Agricultural Labor

The Way They Forced to Live… (Collier’s Magazine, 1940)

Attached is an excerpt from a longer article about the U.S. Border Patrol’s adventures in Texas; it tells of one patrolman’s shocking discovery as to how abusive the growers were to their hired hands – how dreadful were their living conditions.

California Farm Labor (Pageant Magazine, 1952)

With the bad old days that spanned that period between October, 1929 through August, 1945 seen only in the rear view mirror, many Americans began to enjoy the high life that came with the booming post-war economy – a buying spree that wouldn’t slow until the mid Seventies. In the midst of so much plenty American magazines began to run articles about some of the folks who weren’t partaking in all the fun, and this article is a fine example – it is about the 2,000,000 white people who toiled in the fields of the San Joaquin Valley. Thirteen years later they would be outsourced by a labor pool willing to work for even less money.

… They get no unemployment insurance.

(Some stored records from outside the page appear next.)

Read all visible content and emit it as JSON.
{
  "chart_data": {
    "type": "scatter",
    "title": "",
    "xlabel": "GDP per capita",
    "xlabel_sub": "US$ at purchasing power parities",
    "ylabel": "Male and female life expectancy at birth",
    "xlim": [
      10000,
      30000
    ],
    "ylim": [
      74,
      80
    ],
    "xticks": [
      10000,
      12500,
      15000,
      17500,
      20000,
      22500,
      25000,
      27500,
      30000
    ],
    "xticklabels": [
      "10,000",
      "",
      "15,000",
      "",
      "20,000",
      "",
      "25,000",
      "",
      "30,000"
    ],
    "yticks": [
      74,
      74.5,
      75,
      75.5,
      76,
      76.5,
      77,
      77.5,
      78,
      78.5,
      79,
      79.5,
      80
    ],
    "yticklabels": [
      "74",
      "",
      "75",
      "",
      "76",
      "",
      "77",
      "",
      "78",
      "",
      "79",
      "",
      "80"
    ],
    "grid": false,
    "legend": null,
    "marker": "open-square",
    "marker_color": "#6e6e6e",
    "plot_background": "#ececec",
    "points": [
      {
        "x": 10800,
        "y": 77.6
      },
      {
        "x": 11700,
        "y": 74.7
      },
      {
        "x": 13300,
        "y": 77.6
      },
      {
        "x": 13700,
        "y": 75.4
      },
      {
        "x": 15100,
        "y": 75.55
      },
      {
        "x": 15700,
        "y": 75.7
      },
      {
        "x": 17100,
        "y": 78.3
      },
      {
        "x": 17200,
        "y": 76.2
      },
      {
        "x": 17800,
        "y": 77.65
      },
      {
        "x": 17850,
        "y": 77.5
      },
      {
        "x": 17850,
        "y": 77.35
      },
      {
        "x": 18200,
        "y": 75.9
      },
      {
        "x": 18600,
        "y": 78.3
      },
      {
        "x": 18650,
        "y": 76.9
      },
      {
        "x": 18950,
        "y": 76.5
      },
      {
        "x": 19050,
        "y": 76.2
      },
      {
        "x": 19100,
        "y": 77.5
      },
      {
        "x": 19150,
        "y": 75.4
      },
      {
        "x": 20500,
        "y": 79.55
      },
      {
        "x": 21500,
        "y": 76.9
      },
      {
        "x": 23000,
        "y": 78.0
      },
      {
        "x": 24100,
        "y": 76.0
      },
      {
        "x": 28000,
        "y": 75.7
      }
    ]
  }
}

They get no social security benefits. The law does not, in the main, protect them.


Click here to read about the horrendous living conditions of 1940s migrant workers…


Click here to read about the tremendous hardships that fell upon the fertile San Joaquin Valley in 1937…

The Origins of ”Undocumented” Labor (The New Leader, 1951)

This article was penned in 1951 by Hank Hasiwar, a loyal New Deal Democrat and president of the National Farm Labor Union (formerly the Southern Tenant Farmer’s Union). His column was written in order to express his complete and utter outrage that there were members of congress who openly worked to undermine the welfare of American workers:

U.S. Senator Clinton Anderson (D-NM) made a strenuous attempt to flood the farming areas with hundreds of thousands of foreign nationals to be brought in at great expense to the taxpayers in order to provide cheap labor for the farm owners.

Government-Supplied Scabs (Commonweal Magazine, 1947)

Writing to the editors of the news monthly, Commonweal during the Autumn of 1947 was Harry Leland Mitchell (1906 – 1989), president of the Southern Tenant Farmer’s Union who reported that the National Farm Labor Union was engaged in an important strike against the Di Giorgio Corporation in Bakersfield, California:

First, the Di Giorgio Corporation is the world’s largest fruit-producing corporation… it is to large scale industrialized agriculture what Ford is to the automobile industry. If the National Farm Labor Union wins the strike, it will be possible to proceed rapidly to the [organizing] of the migratory agricultural workers of California.


– but the union didn’t win. Di Giorgio, in league with the Department of Agriculture, secured foreign laborers to break the strike.

Aid From The Farm Service Administration (Pic Magazine, 1942)

It matters not that we’re fighting a war on, under and over all the seas and on half the continents of the earth. Uncle Sam is determined that there shall be be no new army of ‘forgotten men’ to make a mockery of all the things for which we are now fighting…The Farm Security Administration [has been] detailed to look out for migratory defense workers – the kind who can’t find a place to live in overcrowded war-boom towns


Click here to read about the effects that the Great Depression had on the clothes we wore…

Exploited Farm Labor During World War II (Collier’s Magazine, 1947)

This 1947 Collier’s article, Heartless Harvest by Howard Whitman makes clear the sad story of migrant agricultural laborers who picked the fruits and vegetables for the Americans of the Forties:

A new crop of Okies, estimated in the millions, is wandering about the country, following the crops they pick. To get their story the author traveled 9,000 miles through 17 states, toiling in the fields. Here he describes working and living conditions you wouldn’t believe could be tolerated in America today.